The part played by Irish scholarship in the Carolingian renaissance has been widely recognized, sometimes with rather indiscriminate enthusiasm. Also important is the impact which accounts of Ireland had in Europe at a later date, such texts as Nauigatio sancti Brendani and Visio Tnugdali being prominent examples. Elizabeth Boyle examines a fascinating but less familiar work: the poem De mirabilibus Hibernie. This account of ‘the wonders of Ireland’ is closely based on vernacular texts with the same subject (a genre which, as Boyle intriguingly suggests, appears to have been placed in the same category as catalogues of the wonders attendant on Christ’s birth).

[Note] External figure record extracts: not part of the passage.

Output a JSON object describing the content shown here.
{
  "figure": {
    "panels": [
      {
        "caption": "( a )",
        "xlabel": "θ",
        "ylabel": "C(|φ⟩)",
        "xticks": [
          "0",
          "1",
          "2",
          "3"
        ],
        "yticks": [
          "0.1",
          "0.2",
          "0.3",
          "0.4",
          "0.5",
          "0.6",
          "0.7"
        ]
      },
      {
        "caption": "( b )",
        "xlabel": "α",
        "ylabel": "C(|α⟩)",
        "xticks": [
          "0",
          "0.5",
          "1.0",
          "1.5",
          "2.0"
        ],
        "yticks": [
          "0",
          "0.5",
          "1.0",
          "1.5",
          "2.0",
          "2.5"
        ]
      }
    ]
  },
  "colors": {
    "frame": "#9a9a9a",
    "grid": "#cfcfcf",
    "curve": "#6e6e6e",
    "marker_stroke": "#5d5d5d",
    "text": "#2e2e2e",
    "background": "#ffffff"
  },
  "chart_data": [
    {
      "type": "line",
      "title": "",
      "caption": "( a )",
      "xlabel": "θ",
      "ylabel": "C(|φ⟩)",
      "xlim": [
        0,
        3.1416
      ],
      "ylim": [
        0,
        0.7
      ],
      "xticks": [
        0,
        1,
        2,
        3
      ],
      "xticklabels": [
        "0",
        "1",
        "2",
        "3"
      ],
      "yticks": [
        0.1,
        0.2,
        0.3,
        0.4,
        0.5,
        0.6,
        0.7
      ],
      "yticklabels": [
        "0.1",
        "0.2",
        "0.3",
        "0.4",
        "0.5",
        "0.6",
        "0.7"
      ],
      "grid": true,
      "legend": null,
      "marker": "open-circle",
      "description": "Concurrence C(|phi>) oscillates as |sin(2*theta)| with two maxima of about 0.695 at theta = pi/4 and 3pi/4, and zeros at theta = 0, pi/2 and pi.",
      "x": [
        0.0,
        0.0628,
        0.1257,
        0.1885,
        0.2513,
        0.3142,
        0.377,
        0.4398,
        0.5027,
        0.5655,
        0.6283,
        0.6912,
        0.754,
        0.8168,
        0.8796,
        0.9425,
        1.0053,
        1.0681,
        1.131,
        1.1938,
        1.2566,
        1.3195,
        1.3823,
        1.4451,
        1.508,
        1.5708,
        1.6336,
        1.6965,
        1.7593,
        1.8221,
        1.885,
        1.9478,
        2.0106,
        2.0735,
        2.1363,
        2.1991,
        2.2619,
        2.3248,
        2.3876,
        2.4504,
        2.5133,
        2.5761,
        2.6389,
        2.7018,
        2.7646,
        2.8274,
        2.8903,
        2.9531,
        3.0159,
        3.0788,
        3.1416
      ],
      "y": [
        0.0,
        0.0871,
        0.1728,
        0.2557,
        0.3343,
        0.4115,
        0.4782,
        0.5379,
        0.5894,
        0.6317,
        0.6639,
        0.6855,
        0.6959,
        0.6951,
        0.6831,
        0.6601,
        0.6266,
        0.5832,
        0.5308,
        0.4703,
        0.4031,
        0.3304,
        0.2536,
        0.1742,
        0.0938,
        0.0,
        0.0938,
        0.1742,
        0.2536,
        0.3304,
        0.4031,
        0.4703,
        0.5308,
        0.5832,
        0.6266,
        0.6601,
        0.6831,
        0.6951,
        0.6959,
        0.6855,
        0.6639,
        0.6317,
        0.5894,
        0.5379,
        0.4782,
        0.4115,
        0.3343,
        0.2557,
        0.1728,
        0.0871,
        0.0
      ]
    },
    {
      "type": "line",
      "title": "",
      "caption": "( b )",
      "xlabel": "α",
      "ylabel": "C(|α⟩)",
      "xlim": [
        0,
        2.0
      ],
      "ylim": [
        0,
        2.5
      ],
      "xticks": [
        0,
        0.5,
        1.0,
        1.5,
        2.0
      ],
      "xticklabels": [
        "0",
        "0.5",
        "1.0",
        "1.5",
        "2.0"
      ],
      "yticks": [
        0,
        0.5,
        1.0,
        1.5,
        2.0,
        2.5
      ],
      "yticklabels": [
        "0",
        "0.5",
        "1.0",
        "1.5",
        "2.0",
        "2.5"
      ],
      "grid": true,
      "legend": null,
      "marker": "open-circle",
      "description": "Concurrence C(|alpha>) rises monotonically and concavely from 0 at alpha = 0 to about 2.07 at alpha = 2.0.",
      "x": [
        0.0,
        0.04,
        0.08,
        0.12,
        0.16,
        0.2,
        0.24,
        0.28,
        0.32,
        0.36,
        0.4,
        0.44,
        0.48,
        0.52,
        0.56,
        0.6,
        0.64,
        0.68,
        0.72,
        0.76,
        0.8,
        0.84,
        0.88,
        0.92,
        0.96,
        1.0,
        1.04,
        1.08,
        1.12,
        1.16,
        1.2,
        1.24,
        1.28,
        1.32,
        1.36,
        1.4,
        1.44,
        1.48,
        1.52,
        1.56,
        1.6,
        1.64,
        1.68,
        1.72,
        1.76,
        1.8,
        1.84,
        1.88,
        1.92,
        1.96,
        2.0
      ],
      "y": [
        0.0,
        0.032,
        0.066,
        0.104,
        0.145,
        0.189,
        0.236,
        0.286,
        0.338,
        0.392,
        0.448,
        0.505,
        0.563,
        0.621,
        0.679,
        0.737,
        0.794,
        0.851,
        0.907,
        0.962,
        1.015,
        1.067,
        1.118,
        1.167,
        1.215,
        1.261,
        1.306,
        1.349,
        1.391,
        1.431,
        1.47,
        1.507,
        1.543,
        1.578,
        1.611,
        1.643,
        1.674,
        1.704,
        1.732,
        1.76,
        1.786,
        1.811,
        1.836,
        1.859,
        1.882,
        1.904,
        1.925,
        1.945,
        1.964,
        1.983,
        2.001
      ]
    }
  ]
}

But the poem appears to have ‘internationalized’ its material for a wider audience; in this it is comparable, as Boyle points out, to the collection of Irish marvels in the Norse miscellany Konungs Skuggsjá.
There are also fine studies on the vernacular grammatical tradition (Deborah Hayden), on aspects of the Ulster Cycle of heroic tales (Ruairí Ó hUiginn, Hugh Fogarty), on local associations in the Finn Cycle (Geraldine Parsons), and on the dynastic narrative Cogadh Gáedhel re Gallaibh (Máire Ní Mhaonaigh).
The volume concludes with a richly reflective essay by Kevin Murray, which illuminates the extent to which the tension that is the collection’s theme—a tension between authority and adaptation, between collective tradition and authorial individuality—is inherent in the very dynamics of transmission. Even when they innovated, writers still depended on their audience’s adherence to an inherited framework of concepts and conventions: ‘Is it not inevitable that we have Middle Irish narrative texts with an Old Irish core?’
This is a learned, penetrating, thoughtful, and stimulating collection, which sheds important light on the topics considered and points the way toward further studies along similar lines: the tradition of legendary history represented by Lebor Gabála Érenn would be one obvious candidate. Both wine and wine-skins (to borrow an image invoked by Pádraig Ó Néill) have been reassessed to excellent advantage.